Accelerating home building in Scotland: a consultation on incentives and penalties to speed up housing delivery
This consultation invites views on a range of options which could help to increase the rate at which homes are built on sites that have been identified for housing development.
Open
78 days to respond
Respond online
Annex A
Summary of the four consultation options
Option 1: Introduce fiscal measures to tackle inactivity or slow build-out.
- Applying a relief or supplement to taxes such as the Scottish Building Safety Levy (SBSL) or Land and Buildings Transaction Tax (LBTT) where development is, or is not, built out to an agreed timeframe.
- Applying a tax on land which is allocated in LDPs, but which has not been brought forward in a planning application as per the programming submitted when the LDP and its Delivery Programme were being prepared.

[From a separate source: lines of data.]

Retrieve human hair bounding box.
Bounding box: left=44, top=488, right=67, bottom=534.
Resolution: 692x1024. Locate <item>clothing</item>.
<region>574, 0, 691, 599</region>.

Consideration will need to be given to sites where there is no clear route to delivery or commitment to programming.
- Applying a tax on sites which have planning permission, but where there is no activity on site or progress is evidenced to be unreasonably slow.
Option 2: Monitor build-out rates and intervene where these are unreasonably slow.
- Extend existing reporting requirements, to require a build-out statement/schedule and annual reporting of development progress (a “development progress report”) to planning authorities. This could support preparation, or review of housing land audits and LDP delivery programmes.
- Link these powers to cease planning permissions after an agreed or national fixed deadline, or where the planning authority considers progress to be unreasonable.
Option 3: Reduce procedural time and costs for SME developers.
- Enable application of a clearer proportionality framework, and reduce procedural time and costs for SME developers. This would involve increasing the granularity of the development hierarchy in order to draw out the specific circumstances in which the planning process for smaller sites could be varied.
- On smaller sites a range of measures could be deployed. For example:
- Building a process, through legislation, for fast-tracking applications on smaller sites.
- Reviewing and rationalising requirements in policy for smaller sites to allow developers to bring forward applications more quickly and at a lower cost. A rules based policy could sit alongside NPF4, setting out a simplified set of policy tests for very small and small sites to meet.
- Advice could be provided on planning application information requirements, setting clearer and more streamlined expectations nationally.
Option 4: Diversify the housing outputs from deliverable land.
- Develop existing policy requirements to shape how sites are appraised and selected for allocation in LDPs, and how delivery expectations regarding diversity of housing type and tenure are then specified.
- Require a diversity of housing types and tenures on sites above a fixed size threshold.